How do you imagine we will lose flying without codeshares I’m speaking about? We don’t currently have those codeshares. The codeshares we have are on routes/equipment we don’t/can’t feasibly fly. BOS-ACK? Don’t care about that piston flying. Intl connections we can’t fly ourselves? Don’t care, until we have the capability to fly it ourselves. FLL-JAX I believe is what N8 used as a silver example...but I can’t seem to find any FLL-JAX direct flights on silver, so I dunno if that’s via a 2 leg silver flight. Regardless, if silver connects our pax elsewhere that we don’t fly...that’s fine.

What I do care about is codeshares we don’t have yet, eg Alaska. Alaska connecting all our pax to intra-cali and other west coast flying we just can’t seem to get right. The good part about it is it could add more pax to our network. The bad part: that limits our need to grow in there on our own. My whole point is codeshares are fine for places we can’t fly ourselves. But for places we can fly ourselves, we should do it ourselves. And we should put limits on existing codeshares for places which we become capable of flying (HNL, or wherever). But this TA leaves domestic codeshares wide open. I just see ALK/Moxy codeshares growing faster than our own organic growth under those agreements. If we had solid growth I wouldn’t be as concerned. But clearly our west coast strategy is failing, our block hour growth is anemic, and the provisions and protections in codesharing are pretty slim.

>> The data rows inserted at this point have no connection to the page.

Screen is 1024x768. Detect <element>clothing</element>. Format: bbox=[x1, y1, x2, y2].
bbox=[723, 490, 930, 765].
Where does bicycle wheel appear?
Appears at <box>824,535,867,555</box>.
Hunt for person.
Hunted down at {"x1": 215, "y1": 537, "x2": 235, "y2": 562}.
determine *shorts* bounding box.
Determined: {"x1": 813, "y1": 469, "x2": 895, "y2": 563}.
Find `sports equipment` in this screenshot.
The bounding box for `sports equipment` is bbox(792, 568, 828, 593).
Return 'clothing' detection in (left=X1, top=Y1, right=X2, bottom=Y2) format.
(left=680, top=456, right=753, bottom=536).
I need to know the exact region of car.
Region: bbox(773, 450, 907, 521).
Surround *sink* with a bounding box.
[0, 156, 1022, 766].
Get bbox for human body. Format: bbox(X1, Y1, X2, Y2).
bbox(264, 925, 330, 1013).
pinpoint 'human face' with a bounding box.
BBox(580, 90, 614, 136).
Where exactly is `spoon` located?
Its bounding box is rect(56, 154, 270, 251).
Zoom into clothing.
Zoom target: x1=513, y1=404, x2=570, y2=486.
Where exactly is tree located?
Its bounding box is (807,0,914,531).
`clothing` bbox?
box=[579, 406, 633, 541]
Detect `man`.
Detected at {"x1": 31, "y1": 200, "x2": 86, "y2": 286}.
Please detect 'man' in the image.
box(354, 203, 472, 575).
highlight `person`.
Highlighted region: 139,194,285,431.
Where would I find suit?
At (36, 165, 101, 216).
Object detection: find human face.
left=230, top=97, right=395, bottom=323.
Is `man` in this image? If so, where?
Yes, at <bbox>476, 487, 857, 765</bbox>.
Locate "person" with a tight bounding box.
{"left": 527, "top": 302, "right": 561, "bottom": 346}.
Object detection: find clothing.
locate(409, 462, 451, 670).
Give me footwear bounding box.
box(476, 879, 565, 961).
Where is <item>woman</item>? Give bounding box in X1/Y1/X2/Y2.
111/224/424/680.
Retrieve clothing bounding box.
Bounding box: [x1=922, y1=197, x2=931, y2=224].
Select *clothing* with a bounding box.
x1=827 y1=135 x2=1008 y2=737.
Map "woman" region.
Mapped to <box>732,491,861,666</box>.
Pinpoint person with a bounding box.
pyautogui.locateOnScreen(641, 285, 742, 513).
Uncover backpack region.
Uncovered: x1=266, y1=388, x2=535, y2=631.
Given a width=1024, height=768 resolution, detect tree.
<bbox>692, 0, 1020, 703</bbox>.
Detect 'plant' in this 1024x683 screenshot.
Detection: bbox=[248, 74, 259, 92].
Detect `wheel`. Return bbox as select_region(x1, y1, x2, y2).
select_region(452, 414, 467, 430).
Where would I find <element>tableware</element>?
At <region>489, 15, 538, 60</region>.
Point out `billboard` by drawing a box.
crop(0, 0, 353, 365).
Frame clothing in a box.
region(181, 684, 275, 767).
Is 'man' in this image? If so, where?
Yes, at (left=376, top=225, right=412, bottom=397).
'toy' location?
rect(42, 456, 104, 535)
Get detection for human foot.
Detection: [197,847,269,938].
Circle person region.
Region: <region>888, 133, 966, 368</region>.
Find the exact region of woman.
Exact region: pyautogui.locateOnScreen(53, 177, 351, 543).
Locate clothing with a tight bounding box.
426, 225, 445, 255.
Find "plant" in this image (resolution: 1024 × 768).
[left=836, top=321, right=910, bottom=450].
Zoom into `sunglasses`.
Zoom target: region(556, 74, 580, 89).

If the company “wouldn’t codeshare out that much flying” as you state, why wouldn’t they let us limit it in the TA or allow more strict codeshare controls? Clearly they want it for a reason. If they didn’t want to expand our codeshares, they would have allowed us to codify what we have now and just codeshare on routes we can’t feasibly fly, domestically and internationally. And to your point about more specifics adding up to be thousands of pages long, this language I want could exist in the same space that exists now, with different wording.
Another great post.

Your first paragraph is the big explanation. This is how/why Delta-Alaska and AA-Alaska maintained large domestic codeshares for so many years in SEA.

The argument that JB won't domestic codeshare because it only makes pennies on the dollar is wrong, proven by history. Delta and Alaska are two of the highest margin airlines in the world, and only reduced their codeshare because AK refused to end it's codeshare with AA.

I have to ask you guys, did Alaska and Delta not want the "whole dollar"?

You are not seeing all the moving parts.